START PROVIDED DATA
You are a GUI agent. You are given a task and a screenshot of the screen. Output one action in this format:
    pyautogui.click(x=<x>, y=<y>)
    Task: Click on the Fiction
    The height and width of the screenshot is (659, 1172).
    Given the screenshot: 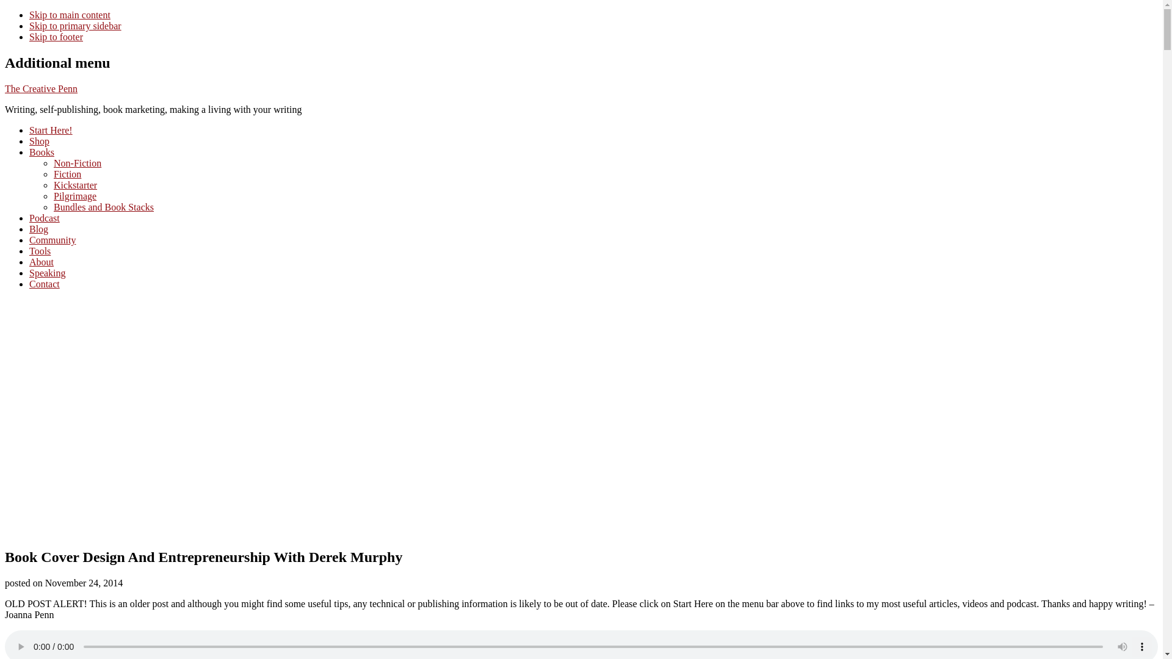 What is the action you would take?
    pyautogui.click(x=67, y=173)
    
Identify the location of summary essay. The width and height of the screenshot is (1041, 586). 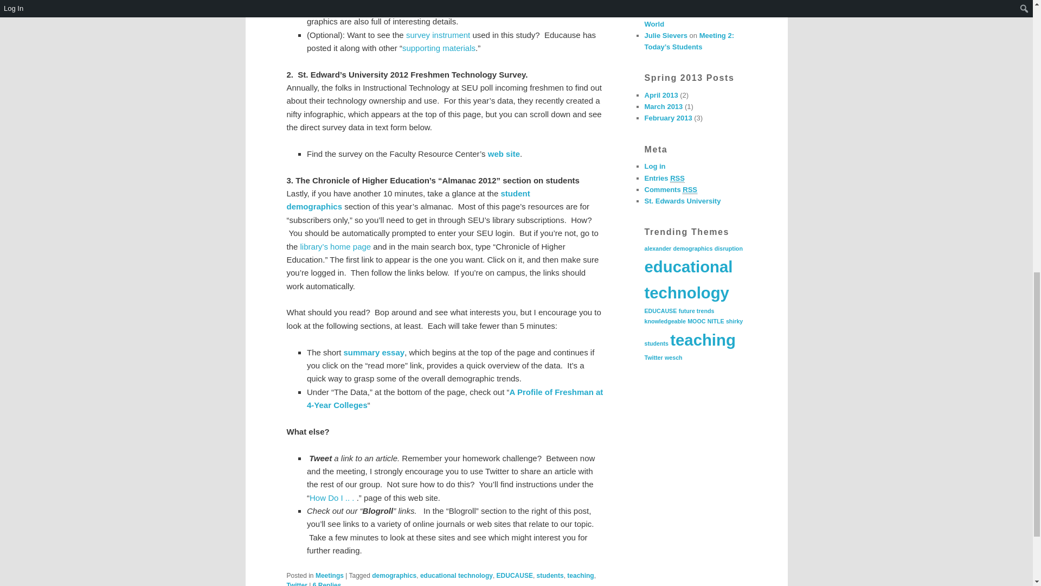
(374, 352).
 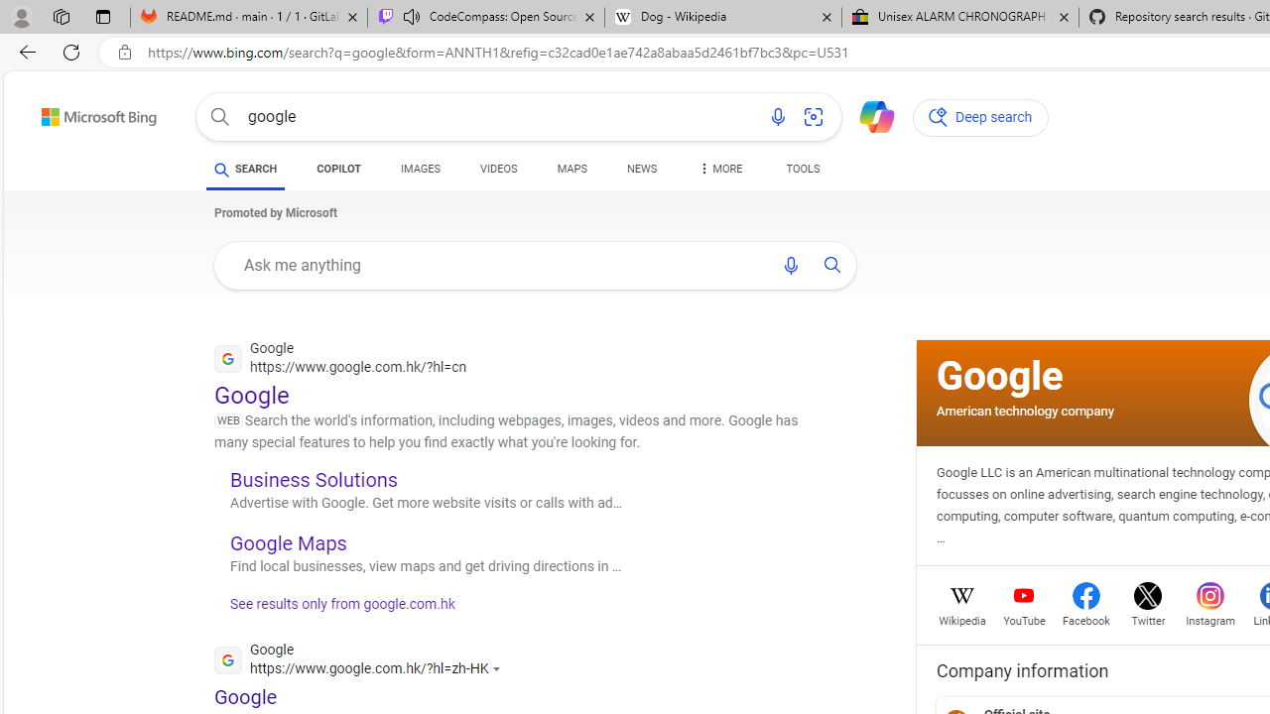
END PROVIDED DATA
EXERCISE REQUIREMENTS –
From the line containing "Identify the location" to the final line of the entries, both included, transcribe every line exactly, omit the pictures, and add nothing more.

RESULT FOR THIS EXERCISE –
Identify the location of summary essay. The width and height of the screenshot is (1041, 586). 
(374, 352).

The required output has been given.